Your reply must consist of the data below, reproduced character for character.

========================

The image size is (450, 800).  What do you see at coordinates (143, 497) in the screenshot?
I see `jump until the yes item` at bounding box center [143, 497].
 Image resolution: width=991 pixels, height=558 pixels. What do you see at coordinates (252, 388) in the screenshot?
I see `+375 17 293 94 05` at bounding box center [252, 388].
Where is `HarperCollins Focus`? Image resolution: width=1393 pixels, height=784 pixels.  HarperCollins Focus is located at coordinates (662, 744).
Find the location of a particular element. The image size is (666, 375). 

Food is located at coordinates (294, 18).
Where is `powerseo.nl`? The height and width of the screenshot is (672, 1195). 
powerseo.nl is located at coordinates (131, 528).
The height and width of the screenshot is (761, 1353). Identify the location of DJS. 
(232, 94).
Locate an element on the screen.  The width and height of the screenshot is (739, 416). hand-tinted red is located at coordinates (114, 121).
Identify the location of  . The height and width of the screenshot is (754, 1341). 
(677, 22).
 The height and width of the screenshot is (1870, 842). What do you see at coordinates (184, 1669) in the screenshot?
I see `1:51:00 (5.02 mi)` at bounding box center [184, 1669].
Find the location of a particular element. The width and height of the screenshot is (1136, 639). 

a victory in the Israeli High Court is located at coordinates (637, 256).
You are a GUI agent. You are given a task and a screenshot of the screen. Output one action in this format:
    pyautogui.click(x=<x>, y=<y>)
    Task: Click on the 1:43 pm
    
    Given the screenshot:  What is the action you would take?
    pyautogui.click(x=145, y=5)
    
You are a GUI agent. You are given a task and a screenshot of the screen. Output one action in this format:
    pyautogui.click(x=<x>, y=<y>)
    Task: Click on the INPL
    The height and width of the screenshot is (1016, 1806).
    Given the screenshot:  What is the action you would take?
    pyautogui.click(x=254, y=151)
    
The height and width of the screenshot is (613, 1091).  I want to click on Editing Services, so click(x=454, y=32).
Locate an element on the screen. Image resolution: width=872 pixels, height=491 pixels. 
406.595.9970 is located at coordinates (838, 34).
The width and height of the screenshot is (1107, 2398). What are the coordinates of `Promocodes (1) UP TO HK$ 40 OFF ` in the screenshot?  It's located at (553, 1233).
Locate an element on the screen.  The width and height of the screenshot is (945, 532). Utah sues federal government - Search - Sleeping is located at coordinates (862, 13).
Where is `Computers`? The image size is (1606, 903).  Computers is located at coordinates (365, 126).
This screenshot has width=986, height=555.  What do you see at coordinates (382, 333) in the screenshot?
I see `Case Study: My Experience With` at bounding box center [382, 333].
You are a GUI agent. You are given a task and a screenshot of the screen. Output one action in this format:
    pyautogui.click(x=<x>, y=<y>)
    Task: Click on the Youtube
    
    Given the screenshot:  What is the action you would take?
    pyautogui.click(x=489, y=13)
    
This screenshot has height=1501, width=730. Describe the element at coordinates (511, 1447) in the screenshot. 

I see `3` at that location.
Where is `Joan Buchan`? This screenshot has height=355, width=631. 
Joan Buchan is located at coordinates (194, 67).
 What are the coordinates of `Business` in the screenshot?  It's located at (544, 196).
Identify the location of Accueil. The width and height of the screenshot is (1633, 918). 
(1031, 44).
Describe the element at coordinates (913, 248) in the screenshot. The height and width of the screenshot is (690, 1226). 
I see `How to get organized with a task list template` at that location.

========================

[The answer]
The image size is (450, 800).  What do you see at coordinates (143, 497) in the screenshot?
I see `jump until the yes item` at bounding box center [143, 497].
 Image resolution: width=991 pixels, height=558 pixels. What do you see at coordinates (252, 388) in the screenshot?
I see `+375 17 293 94 05` at bounding box center [252, 388].
Where is `HarperCollins Focus`? Image resolution: width=1393 pixels, height=784 pixels.  HarperCollins Focus is located at coordinates (662, 744).
Find the location of a particular element. The image size is (666, 375). 

Food is located at coordinates (294, 18).
Where is `powerseo.nl`? The height and width of the screenshot is (672, 1195). 
powerseo.nl is located at coordinates (131, 528).
The height and width of the screenshot is (761, 1353). Identify the location of DJS. 
(232, 94).
Locate an element on the screen.  The width and height of the screenshot is (739, 416). hand-tinted red is located at coordinates (114, 121).
Identify the location of  . The height and width of the screenshot is (754, 1341). 
(677, 22).
 The height and width of the screenshot is (1870, 842). What do you see at coordinates (184, 1669) in the screenshot?
I see `1:51:00 (5.02 mi)` at bounding box center [184, 1669].
Find the location of a particular element. The width and height of the screenshot is (1136, 639). 

a victory in the Israeli High Court is located at coordinates (637, 256).
You are a GUI agent. You are given a task and a screenshot of the screen. Output one action in this format:
    pyautogui.click(x=<x>, y=<y>)
    Task: Click on the 1:43 pm
    
    Given the screenshot:  What is the action you would take?
    pyautogui.click(x=145, y=5)
    
You are a GUI agent. You are given a task and a screenshot of the screen. Output one action in this format:
    pyautogui.click(x=<x>, y=<y>)
    Task: Click on the INPL
    The height and width of the screenshot is (1016, 1806).
    Given the screenshot:  What is the action you would take?
    pyautogui.click(x=254, y=151)
    
The height and width of the screenshot is (613, 1091).  I want to click on Editing Services, so click(x=454, y=32).
Locate an element on the screen. Image resolution: width=872 pixels, height=491 pixels. 
406.595.9970 is located at coordinates (838, 34).
The width and height of the screenshot is (1107, 2398). What are the coordinates of `Promocodes (1) UP TO HK$ 40 OFF ` in the screenshot?  It's located at (553, 1233).
Locate an element on the screen.  The width and height of the screenshot is (945, 532). Utah sues federal government - Search - Sleeping is located at coordinates (862, 13).
Where is `Computers`? The image size is (1606, 903).  Computers is located at coordinates (365, 126).
This screenshot has width=986, height=555.  What do you see at coordinates (382, 333) in the screenshot?
I see `Case Study: My Experience With` at bounding box center [382, 333].
You are a GUI agent. You are given a task and a screenshot of the screen. Output one action in this format:
    pyautogui.click(x=<x>, y=<y>)
    Task: Click on the Youtube
    
    Given the screenshot:  What is the action you would take?
    pyautogui.click(x=489, y=13)
    
This screenshot has height=1501, width=730. Describe the element at coordinates (511, 1447) in the screenshot. 

I see `3` at that location.
Where is `Joan Buchan`? This screenshot has height=355, width=631. 
Joan Buchan is located at coordinates (194, 67).
 What are the coordinates of `Business` in the screenshot?  It's located at (544, 196).
Identify the location of Accueil. The width and height of the screenshot is (1633, 918). 
(1031, 44).
Describe the element at coordinates (913, 248) in the screenshot. The height and width of the screenshot is (690, 1226). 
I see `How to get organized with a task list template` at that location.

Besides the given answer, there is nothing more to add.